Growing up, I had never felt more invisible. My middle school years were defined by excessive in-school suspensions and meetings in the principal’s office. I was a straight A student in a public charter school, but that was impossible to see when my behavior was always defined for me. I was not a troublesome student. In fact, I enjoyed following the rules. So, why couldn’t the school administrators see that? Why was I punished significantly more than other students for the same behavior? During my first suspension in middle school, I did not have the vocabulary to defend myself. I remember sitting at the principal’s round table, hands crossed in my lap. Her office, lacking personal touches and color, mirrored an interrogation room. The door to her office was only slightly ajar, but I could hear everything. It was as if my teachers couldn’t be bothered to hide their opinions of me.
“She’s a distraction during study period.”
“She cannot keep speaking out of turn.”
I was hypervisible – an unfortunate symptom of my ugliness. I was always being watched. So, I sat there alone, awaiting a punishment that I knew would be too strict.
What I did not realize was that the coming-of-age process for Black girls had an extra miserable layer: we were ugly, whether we believed it or not. Tarana Burke describes this phenomenon in a work I was introduced to during my first semester of sophomore year. Being ugly, she said, is the “funny way that some people interact with those they deem physically unattractive … I know this because I’m ugly. At least that’s what the world finds new ways to tell me every day.” For Burke, the ugliness the world attached to her was physical. For me, ugliness spoke to being unimportant, unseen, and unheard as a child.

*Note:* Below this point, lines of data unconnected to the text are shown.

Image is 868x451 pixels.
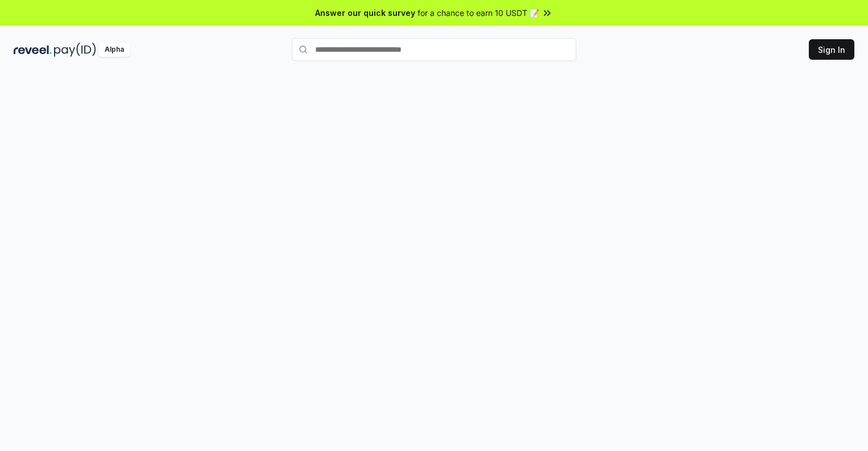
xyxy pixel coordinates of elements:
[418,7,540,18] span: for a chance to earn 10 USDT 📝
[14,43,52,57] img: reveel_dark
[54,43,96,57] img: pay_id
[98,43,131,57] div: Alpha
[809,39,855,60] button: Sign In
[315,7,416,18] span: Answer our quick survey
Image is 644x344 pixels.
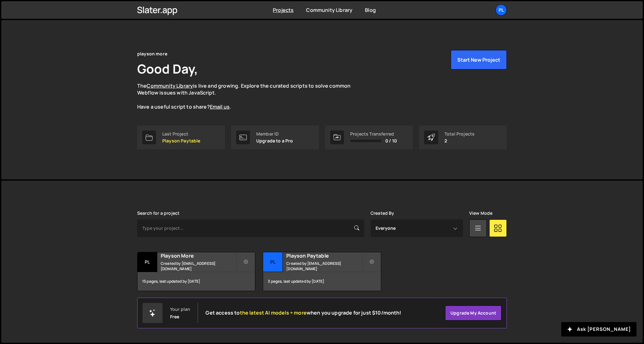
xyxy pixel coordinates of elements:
[138,252,157,272] div: Pl
[137,252,255,291] a: Pl Playson More Created by [EMAIL_ADDRESS][DOMAIN_NAME] 15 pages, last updated by [DATE]
[137,82,362,110] p: The is live and growing. Explore the curated scripts to solve common Webflow issues with JavaScri...
[263,272,380,290] div: 3 pages, last updated by [DATE]
[161,252,236,259] h2: Playson More
[256,132,293,137] div: Member ID
[263,252,381,291] a: Pl Playson Paytable Created by [EMAIL_ADDRESS][DOMAIN_NAME] 3 pages, last updated by [DATE]
[371,211,394,215] label: Created By
[445,305,501,321] a: Upgrade my account
[445,138,474,143] p: 2
[273,6,293,14] a: Projects
[306,6,352,14] a: Community Library
[170,307,190,312] div: Your plan
[170,314,180,319] div: Free
[286,252,362,259] h2: Playson Paytable
[137,126,225,149] a: Last Project Playson Paytable
[205,310,401,315] h2: Get access to when you upgrade for just $10/month!
[161,261,236,272] small: Created by [EMAIL_ADDRESS][DOMAIN_NAME]
[256,138,293,143] p: Upgrade to a Pro
[147,82,193,89] a: Community Library
[162,138,200,143] p: Playson Paytable
[263,252,283,272] div: Pl
[365,6,376,14] a: Blog
[495,4,507,16] a: pl
[451,50,507,69] button: Start New Project
[240,309,307,316] span: the latest AI models + more
[445,132,474,137] div: Total Projects
[137,50,167,57] div: playson more
[350,132,397,137] div: Projects Transferred
[210,103,230,110] a: Email us
[137,211,180,215] label: Search for a project
[162,132,200,137] div: Last Project
[137,60,198,77] h1: Good Day,
[561,322,636,336] button: Ask [PERSON_NAME]
[137,219,364,237] input: Type your project...
[385,138,397,143] span: 0 / 10
[469,211,492,215] label: View Mode
[286,261,362,272] small: Created by [EMAIL_ADDRESS][DOMAIN_NAME]
[138,272,255,290] div: 15 pages, last updated by [DATE]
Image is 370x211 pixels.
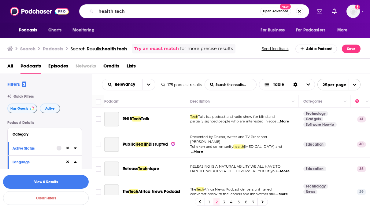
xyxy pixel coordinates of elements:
a: Charts [44,24,65,36]
div: Search Results: [71,46,127,52]
h2: Choose List sort [102,79,155,90]
div: Power Score [355,98,363,105]
span: RELEASING IS A NATURAL ABILITY WE ALL HAVE TO [190,164,280,169]
span: All [7,61,13,74]
button: Clear Filters [3,191,89,205]
a: Education [303,142,326,147]
span: Public [122,142,135,147]
span: 25 per page [317,80,346,89]
span: Tech [132,116,141,122]
span: Health [135,142,148,147]
a: ReleaseTechnique [122,166,159,172]
input: Search podcasts, credits, & more... [96,6,260,16]
button: open menu [68,24,102,36]
div: Search podcasts, credits, & more... [79,4,309,18]
button: Column Actions [289,98,297,105]
span: Networks [75,61,96,74]
button: Active Status [13,144,57,152]
h2: Filters [7,81,26,87]
button: Category [13,130,77,138]
span: For Business [260,26,284,35]
a: 7 [250,198,256,206]
button: open menu [333,24,355,36]
span: Release [122,166,138,171]
span: Tech [190,115,198,119]
span: More [337,26,347,35]
p: 29 [356,189,366,195]
a: PublicHealthDisrupted [122,141,175,148]
span: Tulleken and community [190,144,233,149]
span: ...More [191,149,203,154]
button: Column Actions [341,98,349,105]
div: Language [13,160,61,164]
button: Choose View [259,79,315,90]
a: Credits [103,61,119,74]
span: Monitoring [72,26,94,35]
span: Toggle select row [96,189,101,195]
button: Send feedback [260,46,290,51]
a: Release Technique [104,162,119,176]
span: The [190,187,196,192]
p: 40 [356,141,366,148]
button: Has Guests [7,104,37,113]
a: Technology [303,111,328,116]
span: Toggle select row [96,116,101,122]
a: Software How-to [303,122,336,127]
div: 175 podcast results [161,82,202,87]
span: Toggle select row [96,142,101,147]
a: RNIBTechTalk [122,116,149,122]
span: Relevancy [115,82,137,87]
span: health [233,144,244,149]
a: Add a Podcast [295,45,337,53]
a: Podchaser - Follow, Share and Rate Podcasts [10,5,69,17]
span: Africa News Podcast delivers unfiltered [204,187,271,192]
span: 3 [22,82,26,87]
span: nique [147,166,159,171]
span: Quick Filters [13,94,34,99]
img: verified Badge [170,141,175,147]
button: Active [40,104,60,113]
h3: Search [20,46,35,52]
span: Table [273,82,284,87]
a: RNIB Tech Talk [104,112,119,126]
button: Show profile menu [346,5,360,18]
div: Description [190,98,210,105]
span: health tech [102,46,127,52]
div: Sort Direction [289,79,301,90]
span: Africa News Podcast [138,189,180,194]
div: Categories [303,98,322,105]
span: Podcasts [19,26,37,35]
a: Public Health Disrupted [104,137,119,152]
a: Podcasts [20,61,41,74]
span: Logged in as weareheadstart [346,5,360,18]
button: open menu [256,24,292,36]
div: Active Status [13,146,53,151]
a: 5 [235,198,241,206]
a: Technology [303,184,328,189]
a: News [303,189,317,194]
div: Category [13,132,73,137]
a: 4 [228,198,234,206]
span: Talk [141,116,149,122]
a: Gadgets [303,117,323,122]
button: open menu [102,82,142,87]
button: open menu [292,24,334,36]
a: 3 [221,198,227,206]
a: TheTechAfrica News Podcast [122,189,180,195]
button: Save [341,45,360,53]
span: HANDLE WHATEVER LIFE THROWS AT YOU. If you [190,169,276,173]
span: Open Advanced [263,10,288,13]
img: User Profile [346,5,360,18]
span: Has Guests [10,107,28,110]
a: 2 [213,198,219,206]
span: [MEDICAL_DATA] and [244,144,282,149]
span: Tech [138,166,147,171]
button: open menu [15,24,45,36]
a: Episodes [48,61,68,74]
button: open menu [317,79,360,90]
span: conversations with the leaders and innovators driv [190,192,275,196]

Black women have been called ugly for longer than we’ve been deemed human. Black girls live in a paradoxical state where they’re too ugly to be loved, yet too sexualized to be cherished. America knows all too well the consequences of labeling Black girls as promiscuous; there is no forgiveness or innocence awarded to Black girls who simply want to be children. Black girls experience sexual assault at a higher rate than their counterparts. In fact, one in four Black girls will be sexually abused before the age of 18.
When I was 12, being ugly meant people did not care to understand me or hear me. Nobody believed that I could be a rule-abiding student, even though I valued my education. As Black girls, we didn’t have the luxury of making mistakes. Now, as an almost 20 year-old woman studying at Harvard, I’m still proving myself. I find romantic relationships difficult to navigate because I am hypersexualized. The ugliness that was once attached to my body has morphed into lust.
Black women exist in a space between femininity and masculinity that denies us access to either. For Black women, “ugly” means something deeper. It means that we aren’t seen as fully human and, therefore, we do not fit into the Eurocentric construct of gender. It also means that other people define us before we get to define ourselves.
White society never misses a chance to remind Black women that they’re the most disrespected group in America. I refuse to continue the cycle of perpetuated violence against other women who look like me, so I’m done listening. To be a Black girl in America is to trust that you’re beautiful when the world covers the mirrors.
Black girls, I see you. And, more importantly, I am not afraid to look at you.
Ebony M. Smith ’24, a Crimson Editorial editor, is a joint concentrator in Government and African & African American Studies in Eliot House.